======== Information supplied

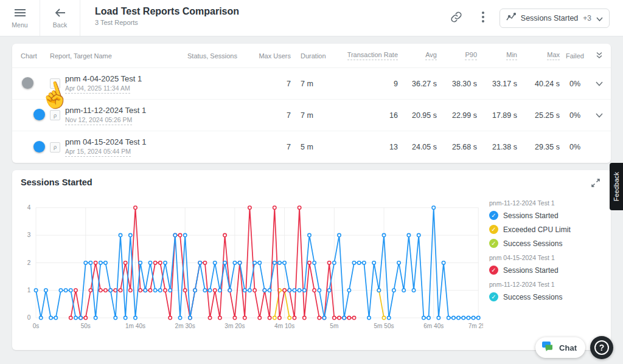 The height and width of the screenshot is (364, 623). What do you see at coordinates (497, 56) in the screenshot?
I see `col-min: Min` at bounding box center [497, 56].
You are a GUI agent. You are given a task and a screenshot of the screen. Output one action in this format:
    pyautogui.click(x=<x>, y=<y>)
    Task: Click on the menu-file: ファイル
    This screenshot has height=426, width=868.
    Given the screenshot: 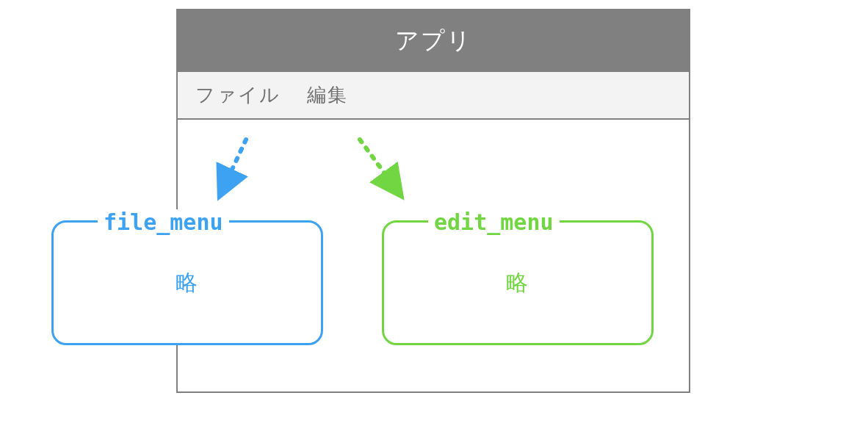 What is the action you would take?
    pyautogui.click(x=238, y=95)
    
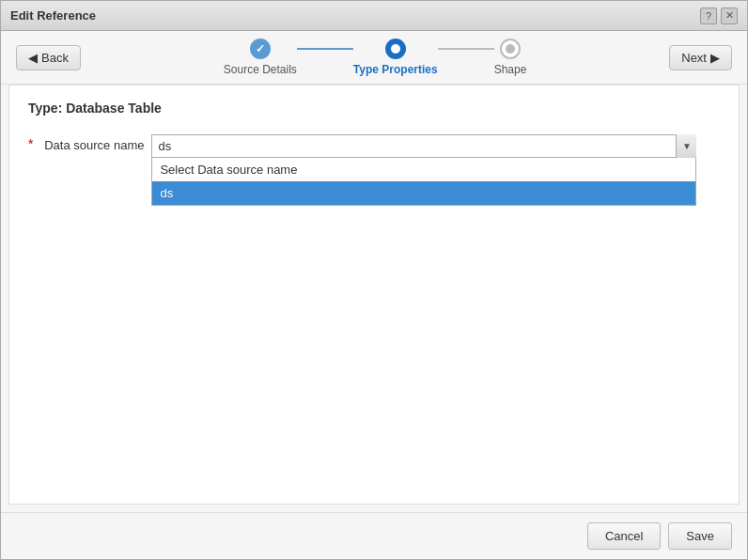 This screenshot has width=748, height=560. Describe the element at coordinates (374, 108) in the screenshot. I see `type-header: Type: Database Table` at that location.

================

▸ **The problem**: Among the entries above, find the line with "You are a GUI" and the line with "This screenshot has height=426, width=868."; give again exactly these two lines and all lines between them.

▸ **Output of the task**:
You are a GUI agent. You are given a task and a screenshot of the screen. Output one action in this format:
    pyautogui.click(x=<x>, y=<y>)
    Task: Click on the menu-file: ファイル
    This screenshot has height=426, width=868.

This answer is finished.